LGMLNov 5, 2019

GraphAIR: Graph Representation Learning with Neighborhood Aggregation and Interaction

arXiv:1911.01731v358 citations
Originality Incremental advance
AI Analysis

This work addresses a limitation in graph representation learning for tasks like node classification and link prediction, offering an incremental improvement over existing GCN-based models.

The paper tackles the problem that graph convolutional networks (GCNs) struggle to capture complex non-linearity in graph data, and proposes GraphAIR, a framework that models neighborhood interaction alongside aggregation, showing effectiveness in node classification and link prediction tasks on public datasets.
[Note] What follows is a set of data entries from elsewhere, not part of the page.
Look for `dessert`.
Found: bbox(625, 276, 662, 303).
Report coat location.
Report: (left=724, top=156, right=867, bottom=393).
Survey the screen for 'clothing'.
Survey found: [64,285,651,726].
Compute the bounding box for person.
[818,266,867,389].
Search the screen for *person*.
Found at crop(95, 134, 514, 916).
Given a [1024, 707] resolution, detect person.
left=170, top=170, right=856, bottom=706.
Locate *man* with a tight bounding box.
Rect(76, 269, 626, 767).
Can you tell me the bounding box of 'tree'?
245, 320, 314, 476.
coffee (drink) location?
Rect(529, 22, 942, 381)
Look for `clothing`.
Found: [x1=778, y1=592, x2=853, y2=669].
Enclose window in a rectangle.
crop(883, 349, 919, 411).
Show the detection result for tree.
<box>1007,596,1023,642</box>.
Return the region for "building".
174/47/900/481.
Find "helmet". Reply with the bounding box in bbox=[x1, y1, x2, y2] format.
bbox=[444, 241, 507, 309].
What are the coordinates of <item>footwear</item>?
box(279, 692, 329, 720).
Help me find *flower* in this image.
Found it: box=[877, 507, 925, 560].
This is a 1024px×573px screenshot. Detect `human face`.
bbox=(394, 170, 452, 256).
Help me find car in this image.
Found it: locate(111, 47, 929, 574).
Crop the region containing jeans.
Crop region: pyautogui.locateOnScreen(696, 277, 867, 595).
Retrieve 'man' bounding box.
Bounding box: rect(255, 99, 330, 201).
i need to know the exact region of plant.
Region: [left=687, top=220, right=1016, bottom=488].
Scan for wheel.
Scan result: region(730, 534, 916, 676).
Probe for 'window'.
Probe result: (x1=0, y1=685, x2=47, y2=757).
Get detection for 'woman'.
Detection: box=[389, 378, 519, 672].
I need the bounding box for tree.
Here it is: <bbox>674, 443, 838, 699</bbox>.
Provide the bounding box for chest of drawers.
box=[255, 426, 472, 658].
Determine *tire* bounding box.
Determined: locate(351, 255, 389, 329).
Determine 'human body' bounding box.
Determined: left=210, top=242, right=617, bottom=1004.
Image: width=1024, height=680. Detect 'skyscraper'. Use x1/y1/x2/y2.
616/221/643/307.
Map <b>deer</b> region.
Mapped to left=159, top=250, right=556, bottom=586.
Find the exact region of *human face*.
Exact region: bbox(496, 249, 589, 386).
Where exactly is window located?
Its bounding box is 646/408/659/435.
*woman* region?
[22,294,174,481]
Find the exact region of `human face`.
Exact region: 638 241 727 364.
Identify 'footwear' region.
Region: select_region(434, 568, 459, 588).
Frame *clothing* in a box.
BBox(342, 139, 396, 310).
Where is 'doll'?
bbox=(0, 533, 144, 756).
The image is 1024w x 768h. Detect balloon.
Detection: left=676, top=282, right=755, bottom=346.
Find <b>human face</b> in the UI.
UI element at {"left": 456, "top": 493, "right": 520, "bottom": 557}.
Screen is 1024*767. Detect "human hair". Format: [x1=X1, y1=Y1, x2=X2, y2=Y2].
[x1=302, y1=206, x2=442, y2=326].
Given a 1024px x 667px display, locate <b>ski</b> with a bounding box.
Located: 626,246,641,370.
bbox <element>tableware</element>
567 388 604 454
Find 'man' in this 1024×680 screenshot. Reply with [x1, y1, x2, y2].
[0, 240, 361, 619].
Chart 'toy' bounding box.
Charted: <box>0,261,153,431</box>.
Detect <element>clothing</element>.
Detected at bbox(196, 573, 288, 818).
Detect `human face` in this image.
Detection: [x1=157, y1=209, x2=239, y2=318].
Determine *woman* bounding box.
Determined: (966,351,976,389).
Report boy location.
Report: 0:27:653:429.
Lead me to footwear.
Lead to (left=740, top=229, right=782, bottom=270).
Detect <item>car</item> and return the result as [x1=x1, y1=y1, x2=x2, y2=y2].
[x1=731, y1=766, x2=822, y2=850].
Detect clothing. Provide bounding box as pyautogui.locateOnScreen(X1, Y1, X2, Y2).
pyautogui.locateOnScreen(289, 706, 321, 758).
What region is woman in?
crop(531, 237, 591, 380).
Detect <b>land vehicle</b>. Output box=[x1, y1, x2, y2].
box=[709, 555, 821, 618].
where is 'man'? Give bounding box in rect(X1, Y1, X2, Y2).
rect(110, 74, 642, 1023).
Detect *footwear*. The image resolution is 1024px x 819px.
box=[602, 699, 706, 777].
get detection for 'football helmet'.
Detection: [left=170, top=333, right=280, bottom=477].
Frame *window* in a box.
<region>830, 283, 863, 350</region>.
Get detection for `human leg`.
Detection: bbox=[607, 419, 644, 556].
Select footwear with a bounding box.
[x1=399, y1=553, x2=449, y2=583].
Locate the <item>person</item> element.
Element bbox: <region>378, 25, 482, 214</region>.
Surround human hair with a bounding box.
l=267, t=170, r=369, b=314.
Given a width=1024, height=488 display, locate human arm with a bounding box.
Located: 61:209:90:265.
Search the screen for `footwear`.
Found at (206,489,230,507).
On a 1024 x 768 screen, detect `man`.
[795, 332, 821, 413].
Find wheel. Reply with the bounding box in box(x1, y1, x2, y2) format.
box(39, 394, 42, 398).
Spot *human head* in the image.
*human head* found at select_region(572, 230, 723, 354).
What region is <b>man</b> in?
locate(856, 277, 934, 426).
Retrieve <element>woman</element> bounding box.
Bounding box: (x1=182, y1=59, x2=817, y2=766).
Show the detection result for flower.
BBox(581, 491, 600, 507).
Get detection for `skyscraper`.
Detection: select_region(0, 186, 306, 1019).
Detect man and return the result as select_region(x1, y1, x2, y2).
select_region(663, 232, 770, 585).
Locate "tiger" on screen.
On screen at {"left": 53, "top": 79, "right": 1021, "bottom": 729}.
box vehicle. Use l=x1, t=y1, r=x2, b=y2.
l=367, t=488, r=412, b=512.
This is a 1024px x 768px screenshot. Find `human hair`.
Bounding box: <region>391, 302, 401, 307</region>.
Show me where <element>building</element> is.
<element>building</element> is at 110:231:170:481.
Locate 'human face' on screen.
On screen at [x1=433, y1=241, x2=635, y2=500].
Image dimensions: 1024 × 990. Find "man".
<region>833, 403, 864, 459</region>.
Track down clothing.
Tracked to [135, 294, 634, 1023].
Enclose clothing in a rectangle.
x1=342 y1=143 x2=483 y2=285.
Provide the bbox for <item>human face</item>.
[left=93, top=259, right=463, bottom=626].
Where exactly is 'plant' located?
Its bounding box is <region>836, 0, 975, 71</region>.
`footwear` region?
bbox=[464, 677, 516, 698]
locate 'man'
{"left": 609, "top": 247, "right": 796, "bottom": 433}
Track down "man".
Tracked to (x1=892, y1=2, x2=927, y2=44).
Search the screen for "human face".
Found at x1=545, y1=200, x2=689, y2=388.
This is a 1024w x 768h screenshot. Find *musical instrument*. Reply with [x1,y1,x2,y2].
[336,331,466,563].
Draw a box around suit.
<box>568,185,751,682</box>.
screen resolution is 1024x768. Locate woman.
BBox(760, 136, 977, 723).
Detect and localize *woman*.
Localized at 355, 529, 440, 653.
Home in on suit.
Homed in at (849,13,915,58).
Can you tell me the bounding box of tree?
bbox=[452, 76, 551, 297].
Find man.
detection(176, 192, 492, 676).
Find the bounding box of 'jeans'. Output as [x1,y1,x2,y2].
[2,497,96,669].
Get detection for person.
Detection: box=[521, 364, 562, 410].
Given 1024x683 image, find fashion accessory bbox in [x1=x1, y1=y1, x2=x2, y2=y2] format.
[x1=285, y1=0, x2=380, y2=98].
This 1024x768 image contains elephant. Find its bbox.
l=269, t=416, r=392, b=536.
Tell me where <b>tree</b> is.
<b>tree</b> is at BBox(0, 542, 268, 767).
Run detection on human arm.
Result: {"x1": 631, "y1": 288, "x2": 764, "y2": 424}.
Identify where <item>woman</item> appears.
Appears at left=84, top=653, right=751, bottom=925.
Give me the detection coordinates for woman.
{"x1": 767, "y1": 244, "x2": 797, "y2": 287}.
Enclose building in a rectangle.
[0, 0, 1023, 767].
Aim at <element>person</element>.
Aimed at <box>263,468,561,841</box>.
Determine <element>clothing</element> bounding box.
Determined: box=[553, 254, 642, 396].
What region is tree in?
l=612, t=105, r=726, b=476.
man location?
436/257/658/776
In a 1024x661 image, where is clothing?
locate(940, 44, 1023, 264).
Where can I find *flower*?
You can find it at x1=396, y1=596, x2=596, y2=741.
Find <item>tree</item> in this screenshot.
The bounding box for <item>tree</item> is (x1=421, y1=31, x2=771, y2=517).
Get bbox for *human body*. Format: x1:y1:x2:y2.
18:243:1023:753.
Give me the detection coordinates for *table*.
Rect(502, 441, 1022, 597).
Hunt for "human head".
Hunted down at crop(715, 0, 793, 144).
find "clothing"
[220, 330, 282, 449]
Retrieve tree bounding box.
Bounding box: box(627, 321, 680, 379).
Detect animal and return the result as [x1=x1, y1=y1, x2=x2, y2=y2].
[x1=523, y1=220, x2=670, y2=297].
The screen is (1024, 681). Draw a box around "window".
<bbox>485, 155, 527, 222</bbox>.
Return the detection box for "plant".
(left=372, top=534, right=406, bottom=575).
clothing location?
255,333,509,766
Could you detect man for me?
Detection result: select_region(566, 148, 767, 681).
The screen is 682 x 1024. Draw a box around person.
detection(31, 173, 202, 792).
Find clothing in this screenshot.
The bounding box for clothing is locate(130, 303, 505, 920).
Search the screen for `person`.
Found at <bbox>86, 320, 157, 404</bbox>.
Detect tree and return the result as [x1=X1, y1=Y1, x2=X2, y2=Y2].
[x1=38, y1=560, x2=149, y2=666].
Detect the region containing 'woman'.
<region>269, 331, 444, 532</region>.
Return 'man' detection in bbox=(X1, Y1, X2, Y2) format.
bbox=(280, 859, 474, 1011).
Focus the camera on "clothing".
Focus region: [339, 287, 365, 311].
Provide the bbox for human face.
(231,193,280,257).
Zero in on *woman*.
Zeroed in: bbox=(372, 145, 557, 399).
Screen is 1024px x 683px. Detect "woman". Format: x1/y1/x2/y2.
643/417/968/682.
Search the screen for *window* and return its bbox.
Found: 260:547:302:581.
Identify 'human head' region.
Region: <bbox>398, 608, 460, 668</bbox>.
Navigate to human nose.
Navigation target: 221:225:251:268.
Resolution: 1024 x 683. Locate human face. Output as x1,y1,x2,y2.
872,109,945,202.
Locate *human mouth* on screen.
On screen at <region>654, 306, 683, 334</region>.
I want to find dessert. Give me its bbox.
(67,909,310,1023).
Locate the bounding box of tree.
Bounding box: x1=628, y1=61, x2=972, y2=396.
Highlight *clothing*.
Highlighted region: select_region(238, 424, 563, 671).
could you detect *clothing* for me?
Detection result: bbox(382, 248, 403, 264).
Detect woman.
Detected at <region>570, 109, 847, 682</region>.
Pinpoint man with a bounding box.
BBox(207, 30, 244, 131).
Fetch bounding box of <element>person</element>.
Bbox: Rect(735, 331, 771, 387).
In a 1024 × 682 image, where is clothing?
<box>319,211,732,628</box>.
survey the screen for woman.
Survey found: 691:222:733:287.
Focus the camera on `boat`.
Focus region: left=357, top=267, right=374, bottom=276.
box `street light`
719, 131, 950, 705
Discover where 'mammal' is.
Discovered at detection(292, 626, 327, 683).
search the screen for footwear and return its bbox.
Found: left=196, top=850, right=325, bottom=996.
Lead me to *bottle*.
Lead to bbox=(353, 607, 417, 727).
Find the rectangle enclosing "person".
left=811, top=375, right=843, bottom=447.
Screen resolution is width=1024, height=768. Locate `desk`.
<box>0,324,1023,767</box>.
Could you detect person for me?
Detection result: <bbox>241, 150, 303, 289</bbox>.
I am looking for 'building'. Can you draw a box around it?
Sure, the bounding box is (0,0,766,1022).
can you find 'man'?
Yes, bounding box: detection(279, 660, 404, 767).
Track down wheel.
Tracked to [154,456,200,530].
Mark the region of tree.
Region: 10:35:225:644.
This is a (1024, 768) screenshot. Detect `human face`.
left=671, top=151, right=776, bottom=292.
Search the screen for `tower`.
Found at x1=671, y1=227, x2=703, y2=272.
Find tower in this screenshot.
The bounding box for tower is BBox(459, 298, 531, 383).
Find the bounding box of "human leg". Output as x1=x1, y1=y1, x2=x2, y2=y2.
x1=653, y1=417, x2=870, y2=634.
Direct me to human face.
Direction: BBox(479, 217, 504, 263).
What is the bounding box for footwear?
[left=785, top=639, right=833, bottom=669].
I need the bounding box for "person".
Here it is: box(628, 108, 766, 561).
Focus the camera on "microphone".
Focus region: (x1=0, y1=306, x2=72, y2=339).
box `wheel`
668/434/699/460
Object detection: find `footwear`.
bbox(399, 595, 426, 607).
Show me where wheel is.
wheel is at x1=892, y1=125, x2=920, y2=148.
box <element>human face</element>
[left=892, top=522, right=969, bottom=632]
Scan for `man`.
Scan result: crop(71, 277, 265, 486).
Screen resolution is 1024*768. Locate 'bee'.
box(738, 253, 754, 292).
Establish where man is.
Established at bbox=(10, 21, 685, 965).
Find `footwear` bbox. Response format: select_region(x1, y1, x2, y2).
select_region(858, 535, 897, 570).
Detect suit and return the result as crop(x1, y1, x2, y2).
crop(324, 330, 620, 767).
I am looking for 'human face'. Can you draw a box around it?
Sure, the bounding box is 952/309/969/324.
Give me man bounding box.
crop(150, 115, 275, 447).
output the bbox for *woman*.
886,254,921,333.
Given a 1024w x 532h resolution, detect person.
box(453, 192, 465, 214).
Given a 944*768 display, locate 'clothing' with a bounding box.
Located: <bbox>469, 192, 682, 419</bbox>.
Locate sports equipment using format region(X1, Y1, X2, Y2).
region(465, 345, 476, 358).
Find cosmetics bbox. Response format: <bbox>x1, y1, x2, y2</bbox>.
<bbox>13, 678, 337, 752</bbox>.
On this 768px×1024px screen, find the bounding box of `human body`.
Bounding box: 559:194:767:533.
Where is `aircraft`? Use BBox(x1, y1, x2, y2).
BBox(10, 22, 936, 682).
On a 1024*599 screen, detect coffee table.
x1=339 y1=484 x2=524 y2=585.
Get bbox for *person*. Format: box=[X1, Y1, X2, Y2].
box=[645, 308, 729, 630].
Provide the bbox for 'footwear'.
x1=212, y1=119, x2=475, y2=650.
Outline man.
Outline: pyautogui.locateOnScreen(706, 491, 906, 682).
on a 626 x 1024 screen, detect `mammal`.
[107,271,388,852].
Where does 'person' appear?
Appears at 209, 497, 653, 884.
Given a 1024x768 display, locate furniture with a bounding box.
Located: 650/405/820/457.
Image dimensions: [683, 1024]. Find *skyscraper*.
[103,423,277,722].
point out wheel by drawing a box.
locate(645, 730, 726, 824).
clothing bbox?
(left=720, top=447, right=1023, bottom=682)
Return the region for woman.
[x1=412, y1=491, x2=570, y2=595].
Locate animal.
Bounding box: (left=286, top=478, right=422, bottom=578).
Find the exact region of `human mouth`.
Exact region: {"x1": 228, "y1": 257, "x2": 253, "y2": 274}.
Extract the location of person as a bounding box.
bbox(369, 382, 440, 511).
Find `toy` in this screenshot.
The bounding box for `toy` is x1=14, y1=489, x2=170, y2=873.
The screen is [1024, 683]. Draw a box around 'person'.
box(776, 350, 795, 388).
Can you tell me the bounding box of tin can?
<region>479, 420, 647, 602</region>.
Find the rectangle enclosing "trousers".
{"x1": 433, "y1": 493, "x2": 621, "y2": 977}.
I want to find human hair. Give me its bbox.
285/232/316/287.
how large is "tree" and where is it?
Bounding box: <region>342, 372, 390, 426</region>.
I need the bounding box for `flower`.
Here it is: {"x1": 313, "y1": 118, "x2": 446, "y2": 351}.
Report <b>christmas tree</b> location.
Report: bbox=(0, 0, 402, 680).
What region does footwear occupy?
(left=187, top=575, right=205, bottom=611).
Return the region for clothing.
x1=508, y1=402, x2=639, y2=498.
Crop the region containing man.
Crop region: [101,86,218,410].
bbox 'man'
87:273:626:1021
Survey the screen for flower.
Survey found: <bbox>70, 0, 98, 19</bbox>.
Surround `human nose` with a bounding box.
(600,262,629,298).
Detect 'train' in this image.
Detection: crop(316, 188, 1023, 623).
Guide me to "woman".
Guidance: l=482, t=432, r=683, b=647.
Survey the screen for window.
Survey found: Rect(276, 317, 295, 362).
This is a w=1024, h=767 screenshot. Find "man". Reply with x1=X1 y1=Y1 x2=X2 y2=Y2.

Graph representation learning is of paramount importance for a variety of graph analytical tasks, ranging from node classification to community detection. Recently, graph convolutional networks (GCNs) have been successfully applied for graph representation learning. These GCNs generate node representation by aggregating features from the neighborhoods, which follows the "neighborhood aggregation" scheme. In spite of having achieved promising performance on various tasks, existing GCN-based models have difficulty in well capturing complicated non-linearity of graph data. In this paper, we first theoretically prove that coefficients of the neighborhood interacting terms are relatively small in current models, which explains why GCNs barely outperforms linear models. Then, in order to better capture the complicated non-linearity of graph data, we present a novel GraphAIR framework which models the neighborhood interaction in addition to neighborhood aggregation. Comprehensive experiments conducted on benchmark tasks including node classification and link prediction using public datasets demonstrate the effectiveness of the proposed method.